Things could not have gone worse for the Miami Dolphins in their 33-8 loss to the Indianapolis Colts at Lucas Oil Stadium.
Tua Tagovailoa threw two interceptions and was benched late for Zach Wilson, and the defense was lit up for 418 total yards. Nearly every area of needed improvement from last season saw none.
Sure, it's a one-game sample size, and "Any Given Sunday" and all that jazz. But Miami looked like a mess in what was supposed to be one of the easiest games on its schedule. On both sides of the ball.
Perhaps unsurprisingly, CBS Sports’ Cody Benjamin believes Dolphins head coach Mike McDaniel and his entire operation could be on the chopping block after Miami’s defense made Colts quarterback Daniel Jones look like “the second coming of Peyton Manning.”

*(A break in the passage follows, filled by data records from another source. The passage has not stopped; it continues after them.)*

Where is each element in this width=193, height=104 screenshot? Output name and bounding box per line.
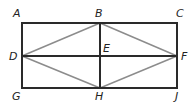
segment-bf [100,23,177,56]
segment-fh [100,56,177,88]
label-j: J [173,90,178,103]
label-f: F [181,50,188,63]
label-g: G [12,90,21,103]
segment-hd [22,56,100,88]
geometry-diagram: A B C D E F G H J [0,0,193,104]
segment-db [22,23,100,56]
label-e: E [103,42,110,55]
label-d: D [9,50,17,63]
rectangle-frame [22,23,177,88]
label-c: C [176,7,184,20]
label-h: H [95,90,103,103]
label-b: B [95,7,103,20]
label-a: A [12,7,21,20]
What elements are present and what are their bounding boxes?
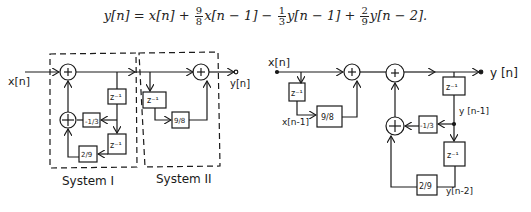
left-output-label: y[n] bbox=[230, 78, 250, 89]
system1-label: System I bbox=[62, 174, 114, 188]
gain-label: -1/3 bbox=[420, 122, 434, 130]
system1-boundary bbox=[50, 53, 137, 168]
output-terminal bbox=[234, 70, 238, 74]
left-diagram bbox=[25, 52, 238, 168]
right-output-label: y [n] bbox=[490, 66, 518, 80]
delay-label: z⁻¹ bbox=[110, 93, 122, 102]
delay-label: z⁻¹ bbox=[291, 89, 303, 98]
delay-label: z⁻¹ bbox=[110, 141, 122, 150]
y-n2-label: y[n-2] bbox=[446, 186, 473, 196]
gain-label: 2/9 bbox=[419, 182, 432, 191]
gain-label: 9/8 bbox=[321, 113, 334, 122]
system2-boundary bbox=[139, 52, 220, 167]
delay-label: z⁻¹ bbox=[446, 83, 458, 92]
gain-label: 9/8 bbox=[174, 117, 185, 125]
right-delayed-input-label: x[n-1] bbox=[282, 117, 309, 127]
delay-label: z⁻¹ bbox=[147, 96, 159, 105]
block-diagrams: x[n] y[n] System I System II z⁻¹ z⁻¹ z⁻¹… bbox=[0, 0, 531, 212]
gain-label: -1/3 bbox=[85, 118, 99, 126]
right-input-label: x[n] bbox=[268, 56, 290, 69]
delay-label: z⁻¹ bbox=[447, 151, 459, 160]
system2-label: System II bbox=[156, 172, 212, 186]
left-input-label: x[n] bbox=[8, 75, 30, 88]
y-n1-label: y [n-1] bbox=[459, 106, 489, 116]
output-terminal bbox=[479, 70, 483, 74]
gain-label: 2/9 bbox=[81, 151, 92, 159]
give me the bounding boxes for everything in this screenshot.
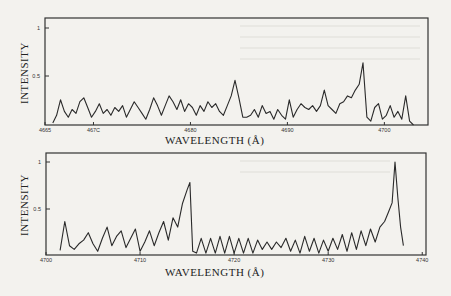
spectra-figure: 1 0.5 INTENSITY 4665467C468046904700 WAV… (0, 0, 451, 296)
bottom-x-axis: 47004710472047304740 (40, 252, 428, 263)
xtick-label: 4700 (40, 257, 52, 263)
xtick-label: 4730 (322, 257, 334, 263)
top-ytick-0.5: 0.5 (32, 73, 40, 79)
bottom-spectrum-line (60, 162, 403, 253)
top-ytick-1: 1 (37, 25, 40, 31)
bottom-ytick-1: 1 (38, 159, 41, 165)
xtick-label: 4680 (184, 127, 196, 133)
top-x-axis: 4665467C468046904700 (39, 122, 391, 133)
xtick-label: 4700 (378, 127, 390, 133)
top-y-axis: 1 0.5 INTENSITY (18, 25, 49, 104)
xtick-label: 467C (87, 127, 100, 133)
top-spectrum-line (53, 63, 414, 125)
xtick-label: 4665 (39, 127, 51, 133)
bottom-ytick-0.5: 0.5 (33, 206, 41, 212)
xtick-label: 4720 (228, 257, 240, 263)
top-plot-frame (45, 18, 428, 125)
top-x-axis-label: WAVELENGTH (Å) (165, 134, 264, 147)
page-bleed-through (240, 25, 420, 173)
bottom-y-axis-label: INTENSITY (18, 174, 30, 236)
top-y-axis-label: INTENSITY (18, 42, 30, 104)
xtick-label: 4690 (281, 127, 293, 133)
bottom-plot-frame (46, 153, 426, 255)
xtick-label: 4740 (416, 257, 428, 263)
bottom-y-axis: 1 0.5 INTENSITY (18, 159, 50, 236)
xtick-label: 4710 (134, 257, 146, 263)
bottom-x-axis-label: WAVELENGTH (Å) (165, 266, 264, 279)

“We expected a bit of a downturn from Miami, but making Daniel Jones look like the second coming of Peyton Manning? Yikes. It's only one game, but it feels safe to suggest their whole operation is squarely on the hot seat now. Needing a strong start to regain confidence in Miami, Tua Tagovailoa was most concerning of all, losing the ball on one drive after another,” Benjamin wrote.
McDaniel refused to condemn Tagovailoa and blamed the rest of the locker room postgame in a move that’s sure to rally the troops.
“It was something left to be desired ... there's throws he makes nine times out of 10, and he didn't make them today,” McDaniel said, per ESPN. “Definitely not all on him -- too many people failed at the execution of their jobs for him to have anything extra on his shoulders.
“Like the rest of the team, (his performance) wasn't good enough.”
Tagovailoa also took little accountability afterwards, taking particular offense to one reporter’s idea that he turns the ball over “in bunches.”
“This was the lack of a lot of things today. We don't want to overreact, and we don't want to underreact -- we want to make sure we get this right so that this never happens again,” Tagovailoa said.
“I wouldn't say I'm pressing. I would say it's part of the game. You obviously don't want to turn the ball over. I thought that was a wild comment, that I turn the ball over in bunches. That's crazy. It just so happened that's what happened today, it was what it was. Got to move forward from that, can't make those same mistakes.”
Getting rid of Tagovailoa and McDaneil before the end of the season is less likely than during it, but it's likely the two would be a package deal in any situation. They can win their way out of this hole, or they can continue sinking to the bottom together.
This isn’t typically what a winning team acts like at the beginning of the season. We’ll see if the Dolphins are a special case this fall.